J&J heads to Texas with its R&D farm system, scouting for biotech startups

Melinda Richter, head of J&J Innovation's J-Labs

Johnson & Johnson ($JNJ) is expanding its network of biopharma incubators, taking to Texas with a plan to host as many as 50 local biotech startups.

The new facility, to open within the Innovation Institute at Houston's Texas Medical Center (TMC) by the end of 2015, will be a 30,000-square-foot biotech incubator with space for lab and office work. The hub is part of J&J Innovations' Janssen Labs initiative, now shortened to J-Labs, and, mirroring the flagship San Diego incubator, the TMC incarnation will be staffed by some of Janssen's biotech big thinkers and provide operational support, education and business services to its guest companies.

The idea is to co-locate everything a biotech needs into a one-stop shop for shared services, allowing scientists to keep their heads down and innovate instead of worrying about permits and clerical work. J&J's Houston operation, to be christened J-Labs @TMC, will expand the capacity of an incubator system already home to 70 startups.

As biotech hubs go, Texas tends not to come up in the same conversation as the hotbeds of Boston and San Francisco, but J&J believes that could change with the right nurturing. The state is home to some world-class research institutions, including TMC members like the MD Anderson Cancer Center and Baylor College of Medicine, organizations that rake in billions a year in grant funding. What's missing is an infrastructure to translate all that research into products that can eventually benefit patients, and J&J's model could fill the void and accelerate the path of innovative treatments, J-Labs head Melinda Richter said.

"As one of the top global biotechnology clusters, and home to the Texas Medical Center, the largest medical center in the world, Houston is a flourishing life science hub in which we see great potential for an incubator to enable the talented scientists in the region to take their innovation to the next level," Richter said in a statement. "The continued demand for our J-Labs model fueled our decision to expand with J-Labs @TMC, which furthers our goal of helping entrepreneurs advance science with the potential to become transformational solutions for patients."

J&J opened its San Diego outpost in 2012, further expanding to Boston and San Francisco the following year with the help of MIT and the California Institute for Quantitative Biosciences. In May, the drugmaker unveiled plans for J-Labs @South San Francisco, a Bay Area incubator with space for 50 startups of its own.

With each expansion of the program, J&J stresses that J-Labs offers a no-strings-attached opportunity to promising biotechs, and qualifying companies aren't roped into equity deals or required to hand over options, leaving them free to negotiate with whomever they choose. A few J-Labs tenants have already inked financing or licensing deals, including Alector, Bell Biosystems and Araxes Pharma.

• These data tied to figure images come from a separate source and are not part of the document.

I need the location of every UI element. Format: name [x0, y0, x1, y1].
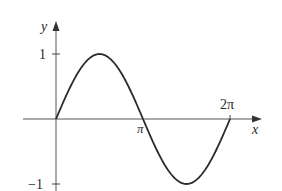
x-tick-label-pi: π: [137, 121, 144, 136]
x-tick-label-two-pi: 2π: [220, 97, 234, 112]
y-tick-label-neg1: −1: [28, 177, 43, 191]
sine-plot: y x 1 −1 π 2π: [0, 0, 282, 191]
y-tick-label-1: 1: [39, 47, 46, 62]
y-axis-label: y: [39, 19, 48, 34]
x-axis-label: x: [251, 122, 259, 137]
y-axis-arrow-icon: [53, 21, 60, 31]
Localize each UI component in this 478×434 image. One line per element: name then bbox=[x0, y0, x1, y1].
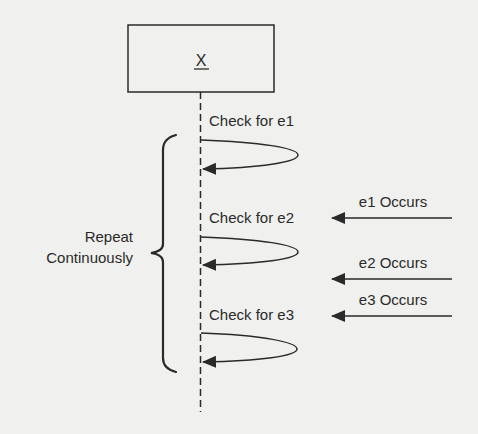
event-e2: e2 Occurs bbox=[332, 254, 452, 279]
repeat-label-line2: Continuously bbox=[46, 249, 133, 266]
check-label-e1: Check for e1 bbox=[209, 112, 294, 129]
check-label-e3: Check for e3 bbox=[209, 306, 294, 323]
self-loop-e3 bbox=[201, 333, 297, 362]
check-label-e2: Check for e2 bbox=[209, 209, 294, 226]
object-box: X bbox=[128, 25, 274, 92]
object-name: X bbox=[196, 52, 207, 69]
event-e3: e3 Occurs bbox=[332, 291, 452, 316]
self-loop-e1 bbox=[201, 140, 298, 169]
event-label-e2: e2 Occurs bbox=[359, 254, 427, 271]
event-label-e3: e3 Occurs bbox=[359, 291, 427, 308]
repeat-label-line1: Repeat bbox=[85, 228, 134, 245]
sequence-diagram: X Check for e1 Check for e2 Check for e3… bbox=[0, 0, 478, 434]
event-label-e1: e1 Occurs bbox=[359, 193, 427, 210]
event-e1: e1 Occurs bbox=[332, 193, 452, 218]
self-loop-e2 bbox=[201, 237, 298, 265]
curly-brace bbox=[151, 135, 176, 372]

The incubator network is part of the broader J&J Innovation program, through which the pharma giant has launched a string of global deal-recon operations, setting up shop in Boston, London, San Francisco, Shanghai and elsewhere. Unlike J-Labs, J&J Innovation is designed specifically to scout for collaborations, potential license agreements and buyout targets, making equity investments in its partner companies along the way.